The judge Abu Muhammad, may Allah have mercy on him, said: Regarding the meaning of the removal of the blessing as He has threatened, and Al-Tabari has narrated the saying from earlier than Al-Zajjaj and responded to it. The correct view in this is that the forgetting of the Prophet, blessings and peace be upon him, of what Allah, glorified and exalted is He, intended for him to forget - and He did not intend to affirm a Qur'an - is permissible.

As for the forgetting that is a defect in humans, the Prophet, blessings and peace be upon him, is protected from it before the conveying and after the conveying as long as no one from his companions has preserved it. As for after it has been preserved, what is permissible for him is what is permissible for humans, because he has conveyed and fulfilled the trust. Among them is the hadith: "When he omitted a verse, when he finished the prayer, he said: Is there Ubayy among the people? He said: Yes, O Messenger of Allah. He said: Why did you not remind me? He said: I thought it had been abrogated.

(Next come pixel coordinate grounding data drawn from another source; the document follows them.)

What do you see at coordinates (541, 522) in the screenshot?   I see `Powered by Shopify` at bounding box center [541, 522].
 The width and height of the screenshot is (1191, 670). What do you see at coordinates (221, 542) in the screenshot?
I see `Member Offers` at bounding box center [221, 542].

The Prophet, blessings and peace be upon him, said: It has not been abrogated, but I forgot it."

And the word 'khayr' in the verse is a description of preference, and the meaning is: it is more beneficial for you, O people, in the immediate if the abrogating one is lighter, and in the later if it is heavier, and like it if it is equal. And a group said: 'khayr' in the verse is a source, and 'man' is for the beginning of the end.

The judge Abu Muhammad, may Allah have mercy on him, said: This saying is troubling for his saying, glorified and exalted is He: "or like it," unless the like is conjoined to the pronoun in 'minha' without repeating the preposition, and that is objectionable.

And His saying, glorified and exalted is He: "Did you not know that..." Its apparent meaning is questioning, and its meaning is affirmation. And affirmation requires a counterpart like pure questioning. The counterpart here, according to the saying of a group, is "or do you want..." [Al-Baqarah: 108]. And a group said: "or" here is disjunctive, so the counterpart according to their saying is omitted, its estimation being: or did you know? And all of this is on the basis that the intent of addressing the Prophet, blessings and peace be upon him, is the addressing of his nation. As for if he is the only one being addressed, then the counterpart is omitted, nothing else. And both sayings are narrated.

And the meaning of the verse is that Allah, glorified and exalted is He, abrogates what He wills and affirms what He wills, and He does in His rulings what He wills. He is capable of that and of everything. And this is in denial of the Jews regarding abrogations. And His saying: "of everything" has a general meaning that is specific, as long as the ancient attributes do not enter into it by the indication of reason, nor the impossible things, because they are not things. And 'thing' in the speech of the Arabs is the existent, and "capable" is an active participle in the sense of exaggeration from "qadara" with a fatḥah on the 'ayn, "yaqdiru" with a kasrah on it. And among the Arabs, there are those who say: "qadara" with a kasrah on the 'ayn, "yaqdiru" with a fatḥah on it.